The location was apparently chosen because the main police headquarters is in the area, as is a statue, the Ángel de la Independencia, a traditional focal point for protests. The Zona Rosa is also one of the biggest GLBTQ gathering places in Latin America. I’m almost innocent: I was only stopping off there to wait out rush hour, which in Mexico City on Fridays is from 5:30 to 11 p.m. As I ascended from the Metro station, I heard jubilant and angry female voices and guessed what was happening. But it was hard to tell where the sounds came from. Some were from the Metrobús platform, some were from a circular, elevated street that defines the plaza known as la Glorieta de Insurgentes, a popular open-air hangout for young people of whatever sexual orientation. I watched for a while and didn’t see many of the people I have usually seen in about 20 years of going to marches in the city. When I finally did, I asked if there was a men’s area. They said: “In the back.” I went there and marched for a while. There were two or three groups of a few hundred people each whom I could see and other smaller affinity groups on the side streets. The ones in front asked the ones in back to hurry up, to head for the Ángelmonument, but there was always another squad car or bus to paint, another window to break, another spot to make a gasoline-only bonfire. Some of the slogans:

“Pigs don’t rape. Police do.”

“Rapists’ dicks to the blender.”

While it’s true that a catharsis does not a revolution make, it is certainly preferable to the apathy, resignation, and obsession with electoral politics that have been in fashion lately.

After Monday’s protest, the mayor, Claudia Sheinbaum, had said that this was an affront to the honorable and democratic police and that it surely had been the work of infiltrators. On Friday I saw no evidence of anybody who disagreed in general with the actions that were being taken, no pleas for pacifism, and in fact spokespeople for the Monday action defended everything that had happened and did not disavow anyone. I learned that the triggering incident was one of several police gang rapes that have allegedly occurred just in the past few weeks. Another was at the Hotel Pennsylvania, a prostitution-oriented hotel near the monument to the revolution. Added to this is the well-known pattern of murders of women in Mexico, all over the country, which now registers at 6 to 8 per day according to various statistics and seems to have worsened this year.

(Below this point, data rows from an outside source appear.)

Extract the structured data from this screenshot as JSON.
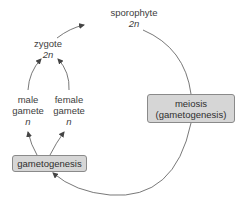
{
  "diagram": {
    "nodes": {
      "sporophyte": {
        "name": "sporophyte",
        "ploidy": "2n"
      },
      "zygote": {
        "name": "zygote",
        "ploidy": "2n"
      },
      "male_gamete": {
        "line1": "male",
        "line2": "gamete",
        "ploidy": "n"
      },
      "female_gamete": {
        "line1": "female",
        "line2": "gamete",
        "ploidy": "n"
      },
      "meiosis_box": {
        "line1": "meiosis",
        "line2": "(gametogenesis)"
      },
      "gametogenesis_box": {
        "label": "gametogenesis"
      }
    },
    "edges": [
      {
        "from": "zygote",
        "to": "sporophyte"
      },
      {
        "from": "male_gamete",
        "to": "zygote"
      },
      {
        "from": "female_gamete",
        "to": "zygote"
      },
      {
        "from": "sporophyte",
        "to": "meiosis_box"
      },
      {
        "from": "meiosis_box",
        "to": "gametogenesis_box"
      },
      {
        "from": "gametogenesis_box",
        "to": "male_gamete"
      },
      {
        "from": "gametogenesis_box",
        "to": "female_gamete"
      }
    ],
    "colors": {
      "line": "#555555",
      "box_fill": "#d6d6d6",
      "box_border": "#8a8a8a",
      "text": "#3d3d3d"
    }
  }
}
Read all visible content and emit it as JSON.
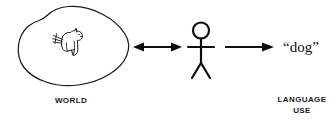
{
  "diagram": {
    "background_color": "#ffffff",
    "ink_color": "#111111",
    "world": {
      "shape_name": "blob-outline",
      "caption": "WORLD",
      "contains_icon": "dog-sketch",
      "icon_description": "dog"
    },
    "person": {
      "icon_name": "stick-figure-person",
      "caption": ""
    },
    "language": {
      "token": "“dog”",
      "caption_line1": "LANGUAGE",
      "caption_line2": "USE"
    },
    "arrows": [
      {
        "name": "world-person-arrow",
        "direction": "bidirectional",
        "from": "WORLD",
        "to": "person",
        "label": ""
      },
      {
        "name": "person-language-arrow",
        "direction": "right",
        "from": "person",
        "to": "“dog”",
        "label": ""
      }
    ]
  }
}
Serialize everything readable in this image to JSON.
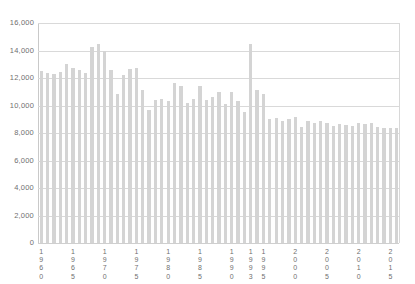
{
  "chart_data": {
    "type": "bar",
    "title": "",
    "subtitle": "",
    "xlabel": "",
    "ylabel": "",
    "ylim": [
      0,
      16000
    ],
    "ytick_step": 2000,
    "ytick_labels": [
      "16,000",
      "14,000",
      "12,000",
      "10,000",
      "8,000",
      "6,000",
      "4,000",
      "2,000",
      "0"
    ],
    "ytick_values": [
      16000,
      14000,
      12000,
      10000,
      8000,
      6000,
      4000,
      2000,
      0
    ],
    "grid": true,
    "grid_axis": "y",
    "legend": null,
    "legend_position": "none",
    "bar_color": "#d4d4d4",
    "grid_color": "#d9d9d9",
    "axis_color": "#c9c9c9",
    "label_color": "#6f6f6f",
    "xtick_labels": [
      "1960",
      "1965",
      "1970",
      "1975",
      "1980",
      "1985",
      "1990",
      "1993",
      "1995",
      "2000",
      "2005",
      "2010",
      "2015"
    ],
    "xtick_categories": [
      1960,
      1965,
      1970,
      1975,
      1980,
      1985,
      1990,
      1993,
      1995,
      2000,
      2005,
      2010,
      2015
    ],
    "categories": [
      1960,
      1961,
      1962,
      1963,
      1964,
      1965,
      1966,
      1967,
      1968,
      1969,
      1970,
      1971,
      1972,
      1973,
      1974,
      1975,
      1976,
      1977,
      1978,
      1979,
      1980,
      1981,
      1982,
      1983,
      1984,
      1985,
      1986,
      1987,
      1988,
      1989,
      1990,
      1991,
      1992,
      1993,
      1994,
      1995,
      1996,
      1997,
      1998,
      1999,
      2000,
      2001,
      2002,
      2003,
      2004,
      2005,
      2006,
      2007,
      2008,
      2009,
      2010,
      2011,
      2012,
      2013,
      2014,
      2015,
      2016
    ],
    "values": [
      12500,
      12400,
      12300,
      12450,
      13000,
      12700,
      12550,
      12400,
      14250,
      14450,
      14000,
      12600,
      10850,
      12200,
      12650,
      12700,
      11100,
      9700,
      10400,
      10450,
      10350,
      11650,
      11450,
      10200,
      10500,
      11400,
      10400,
      10600,
      10950,
      10100,
      11000,
      10300,
      9500,
      14450,
      11100,
      10850,
      9000,
      9100,
      8900,
      9050,
      9150,
      8450,
      8900,
      8750,
      8900,
      8700,
      8500,
      8650,
      8550,
      8500,
      8700,
      8650,
      8700,
      8450,
      8400,
      8400,
      8400
    ]
  }
}
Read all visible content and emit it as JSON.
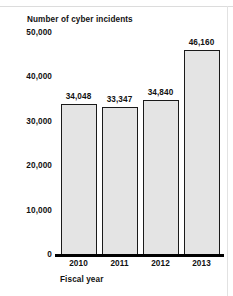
{
  "chart_data": {
    "type": "bar",
    "title": "Number of cyber incidents",
    "xlabel": "Fiscal year",
    "ylabel": "",
    "categories": [
      "2010",
      "2011",
      "2012",
      "2013"
    ],
    "values": [
      34048,
      33347,
      34840,
      46160
    ],
    "value_labels": [
      "34,048",
      "33,347",
      "34,840",
      "46,160"
    ],
    "ylim": [
      0,
      50000
    ],
    "ytick_values": [
      50000,
      40000,
      30000,
      20000,
      10000,
      0
    ],
    "ytick_labels": [
      "50,000",
      "40,000",
      "30,000",
      "20,000",
      "10,000",
      "0"
    ],
    "grid": false,
    "legend": null,
    "series": [
      {
        "name": "Number of cyber incidents",
        "values": [
          34048,
          33347,
          34840,
          46160
        ]
      }
    ],
    "colors": {
      "bar_fill": "#e4e4e4",
      "bar_outline": "#1a1a1a",
      "axis": "#000000",
      "text": "#111111",
      "background": "#ffffff"
    }
  }
}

Women have been saying “Enough” for a while, but now they have said it in an inflammatory way. Literally. About a block before we got to the Ángel, I heard loud cheering again and saw and heard lots of people battering the windows and walls of what turned out to be a police station with what Arlo Guthrie used to call implements of destruction that included everything except fly-swatters. I saw that one of the doors was open and that a woman was standing on top of it to reach an air-conditioning unit; I don’t know for what purpose. But soon people moving around, their faces covered, appeared in the second-and third-floor windows and then high flames and smoke. Now I know what a burning police station smells like. As reporters and camera people appeared, mostly male, and it became difficult to know who was really a media person and who was a cop, the requests that men leave the scene became insistent, and the smell became more irritating, so I moved out beyond the edge of the crowd. I think this is when a reporter for the newspaper El Universal was apparently beaten, but by a man, one who is seen in photographs taking orders from an older man who is believed to be a police coordinator of provocateurs. The police did what they had to do: send the female officers in to take the biggest risks in order to protect the station and an adjacent office building. (Both were unoccupied, as it was around 8:30 by now.) To dispel once and for all the notion of a division between “infiltrators” and non-violent protesters, the women chanted, especially as a fire truck and the police approached, “!Fuimos todas!”: “We all did it!”

I had a euphoric feeling from the moment I arrived to the Zona Rosa, but when I saw the police station under siege I could identify specifically why: “This must be what it felt like to be at Stonewall in 1969.”